Use crontab it works quite well for us.
If you want to have a control outside the druid over the segments removal, then you must use an scheduled task which runs based on your desire interval and register kill-tasks in druid. It can increase your control over your segments, since when they go away, you cannot recover them. You can use this script to accompany you:
https://github.com/mostafatalebi/druid-kill-task
I have been developping a Matlab Simulink model to a client and it is required the model to be compatible with a time-rate of 1ms. My client will integrate this model with his model parent that runs at this time rate in a multi-core machine.
In spite of this will run a multi-core machine, my model will share a core with other tasks, that means I have more reasons to make sure my model wont consume a lot of processing and cause task overruns.
I believe there is a good practice rule or conceptual definition that estipulates a desired turnaround time depending on lead time. There is?

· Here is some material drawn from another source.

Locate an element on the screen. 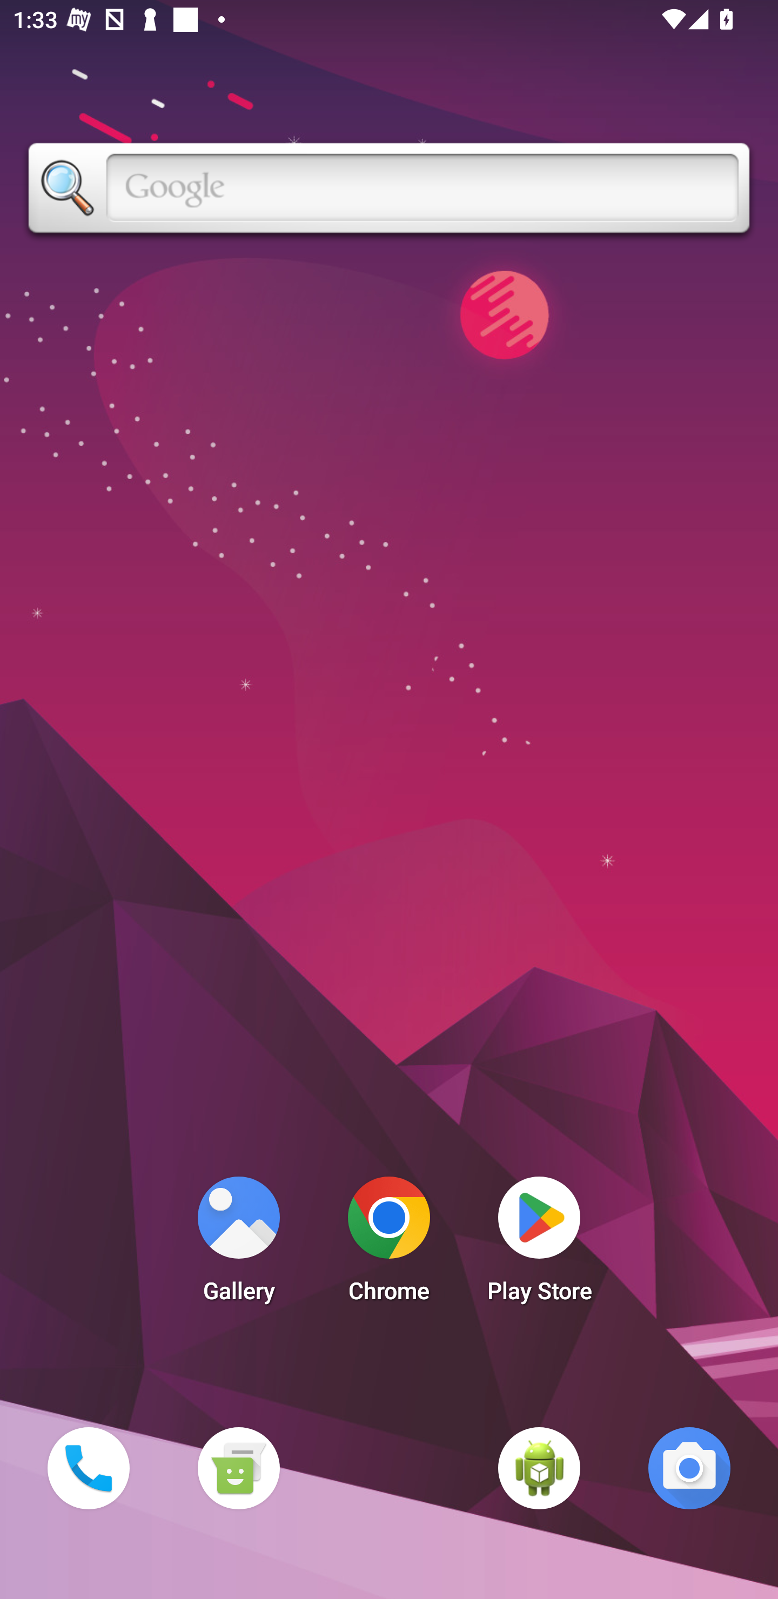  Camera is located at coordinates (689, 1468).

I wanted to know how much bellow the lead time (1ms) I should worry to keep the turnaround time bellow.
I would appreciate if you could point any reference.
if your application needs a precise timing, you should consider a trigger signal send from a hardware, like an arduino, or the internal trigger/timer of the instrument itself. This will not be influenced by the load from your computer.
if you have to use software control, you can use the software to send a trigger signal from serial port. it will more like on-demand mode, but precise time interval is difficult.
I'm developing a real time system with FreeRTOS on an
STM3240G
board.
The system contains some different tasks ( GUI, KB, ModBus, Ctrl, etc . . )
The tasks have different priorities.
The GUI seems to display a little slowly.
So I use a Profiler software to see what is going on between the different tasks
during a run. This profiler shows me which task was running at each moment ( microsecond) and what interrupts had arrived.
This profiler enables me to "mark" different locations on the code so I know
when it was there. So I run the program and make a record.
I looked at the record and I saw that (for example) Ctrl task was between two
lines of code for 15 milliseconds (this time change in size) there was not any
task change no interrupt arrived and after this time the system continues normally from this point according to the record and my marks.
I tried closing disabling different interrupts without any success.
Has anyone any idea what it could be?
On the eval board, there is a MIPI connector that supports ETM trace - a considerable luxury/advantage over other development boards!
If you also have one of the more expensive debug adapters that also support ETM trace (like for example, uTrace or J-Trace or
ULINKpro or I-jet Trace), you should use it to trace the entire control flow without having to instrument tasks and ISRs.
Otherwise, you should re-check if really every IRQ handler has been instrumented (credits to #RealtimeRik, who pointed this out) at a low-enough level so that the profiler can really spot it.
Especially if you are using third-party libraries, it may be that some IRQs are serviced by handlers you (or the profiler) doesn't have the code of.
As I had to make this experience once myself, I suggest you review the NVIC settings carefully to re-check if there is an ISR you haven't been aware of.
Another question is how the profiler internally works.
If it is based on ETM/TPIU or ITM/SWO tracing, see above.
If it creates and counts a huge number of snapshots, there might be some systematic cases which prevent snapshots to be made in a particular part of the software:
Could it be that a non-maskable interrupt or exception handler is running in a way that cannot be interrupted by the mechanism that collects snapshots?
Could it be that the timing of the control task correlates (by some coincidence) to a timing signal used for snapshots?
What happens if you insert some time-consuming extra code in front of the unexpected "profiling gap" (e.g., some hundreds or thousands of NOPs)?